With 'Inside Out,' no matter how good the photo or how big the pasting, people will like it or they won't. But what you see through any of these actions is that there's going to be discussion and it's going to bring people together.
What I love about the TED is that it's not, 'Hey, take this check and enjoy.' It's, 'Do something with this, and we'll help you.' I think that's the most beautiful prize I've ever heard of.
Most of the time, people look at a piece of art online when it is just a few blocks from their house. Changing the way you walk home everyday fills life with surprises.
For me, the gallery legitimates the art production and helps build collections. I don't think an artist should do everything by himself forever. I did it for years and then slowly built my circle of trust.
Even when I do really big pieces, I do them strips by strips - so you have to paste, you have to involve people. It's a whole process. And I like that. For me, that's where the artwork is.
A really important point for me is that I don't use any brand or corporate sponsors. So I have no responsibility to anyone but myself and the subjects.
The Internet doesn't always play a great role for art, especially art in the street, as people take what they see for the final image of it. But the most interesting thing about street art is to see it for real, to understand what it means and where it's displayed.
The city's the best gallery I could imagine. I would never have to make a book and then present it to a gallery and let them decide if my work was nice enough to show it to people. I would control it directly with the public in the streets.
I started when I was 15 years old. And at that time, I was not thinking about changing the world, I was doing graffiti - writing my name everywhere, using the city as a canvas. I was going in the tunnels of Paris, on the rooftops with my friends. Each trip was an excursion, was an adventure.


*Assigned task*.
Answer with a single number, the count of lines in the material below that contain the word "title".

══════════

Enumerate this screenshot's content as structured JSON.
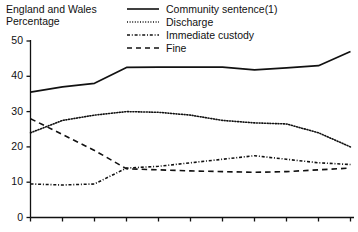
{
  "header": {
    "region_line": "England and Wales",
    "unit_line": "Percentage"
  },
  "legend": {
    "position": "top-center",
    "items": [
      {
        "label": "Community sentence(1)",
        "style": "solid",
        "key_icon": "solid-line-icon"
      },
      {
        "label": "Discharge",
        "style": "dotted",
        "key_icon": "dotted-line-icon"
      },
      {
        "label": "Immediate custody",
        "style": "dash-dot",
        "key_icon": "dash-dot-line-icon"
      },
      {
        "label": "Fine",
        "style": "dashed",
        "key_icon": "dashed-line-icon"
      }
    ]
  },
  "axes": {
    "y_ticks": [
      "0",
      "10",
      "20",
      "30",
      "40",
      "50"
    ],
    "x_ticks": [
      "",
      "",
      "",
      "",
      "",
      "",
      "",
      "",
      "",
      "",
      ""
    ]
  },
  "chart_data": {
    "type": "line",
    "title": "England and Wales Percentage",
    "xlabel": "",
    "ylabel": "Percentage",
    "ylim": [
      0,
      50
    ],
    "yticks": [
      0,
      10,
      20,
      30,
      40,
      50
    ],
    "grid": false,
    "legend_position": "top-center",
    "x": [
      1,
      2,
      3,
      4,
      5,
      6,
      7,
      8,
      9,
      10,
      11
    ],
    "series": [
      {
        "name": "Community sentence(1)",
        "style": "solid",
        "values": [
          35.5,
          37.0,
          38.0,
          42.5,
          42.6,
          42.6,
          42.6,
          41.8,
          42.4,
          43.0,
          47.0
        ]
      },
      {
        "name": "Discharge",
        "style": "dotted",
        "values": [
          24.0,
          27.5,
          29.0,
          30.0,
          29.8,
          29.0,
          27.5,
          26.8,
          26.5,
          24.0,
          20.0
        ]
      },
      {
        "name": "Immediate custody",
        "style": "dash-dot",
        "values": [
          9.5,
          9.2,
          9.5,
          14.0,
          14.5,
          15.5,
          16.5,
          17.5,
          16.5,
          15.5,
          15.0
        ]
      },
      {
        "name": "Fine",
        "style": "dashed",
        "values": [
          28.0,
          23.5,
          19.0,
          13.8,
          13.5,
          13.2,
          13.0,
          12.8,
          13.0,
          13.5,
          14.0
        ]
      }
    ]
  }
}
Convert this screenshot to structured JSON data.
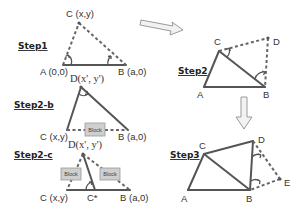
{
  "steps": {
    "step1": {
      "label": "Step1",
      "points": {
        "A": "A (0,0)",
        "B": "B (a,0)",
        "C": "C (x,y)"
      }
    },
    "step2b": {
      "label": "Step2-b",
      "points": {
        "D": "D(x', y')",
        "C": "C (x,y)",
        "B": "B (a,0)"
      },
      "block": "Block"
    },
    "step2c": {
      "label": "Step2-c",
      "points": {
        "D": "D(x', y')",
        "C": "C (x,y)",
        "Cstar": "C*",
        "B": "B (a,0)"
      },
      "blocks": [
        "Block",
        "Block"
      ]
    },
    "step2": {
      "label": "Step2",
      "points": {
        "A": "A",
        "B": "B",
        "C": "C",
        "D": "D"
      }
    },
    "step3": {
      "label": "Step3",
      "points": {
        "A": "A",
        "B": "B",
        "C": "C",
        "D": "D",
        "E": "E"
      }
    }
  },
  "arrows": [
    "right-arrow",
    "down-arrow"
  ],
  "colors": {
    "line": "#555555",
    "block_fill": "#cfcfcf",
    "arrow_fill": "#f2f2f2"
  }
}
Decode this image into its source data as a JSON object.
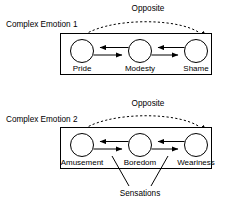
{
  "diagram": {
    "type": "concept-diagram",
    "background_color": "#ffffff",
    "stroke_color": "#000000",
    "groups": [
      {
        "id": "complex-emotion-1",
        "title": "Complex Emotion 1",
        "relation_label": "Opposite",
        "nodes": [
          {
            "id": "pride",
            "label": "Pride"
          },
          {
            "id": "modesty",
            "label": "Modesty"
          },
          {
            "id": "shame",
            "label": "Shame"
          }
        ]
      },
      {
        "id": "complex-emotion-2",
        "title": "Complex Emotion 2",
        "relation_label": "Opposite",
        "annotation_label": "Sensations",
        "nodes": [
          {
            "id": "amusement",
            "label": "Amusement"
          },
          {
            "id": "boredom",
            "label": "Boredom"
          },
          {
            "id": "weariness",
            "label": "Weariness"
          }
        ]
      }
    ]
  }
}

══════════

*Exercise output*.
3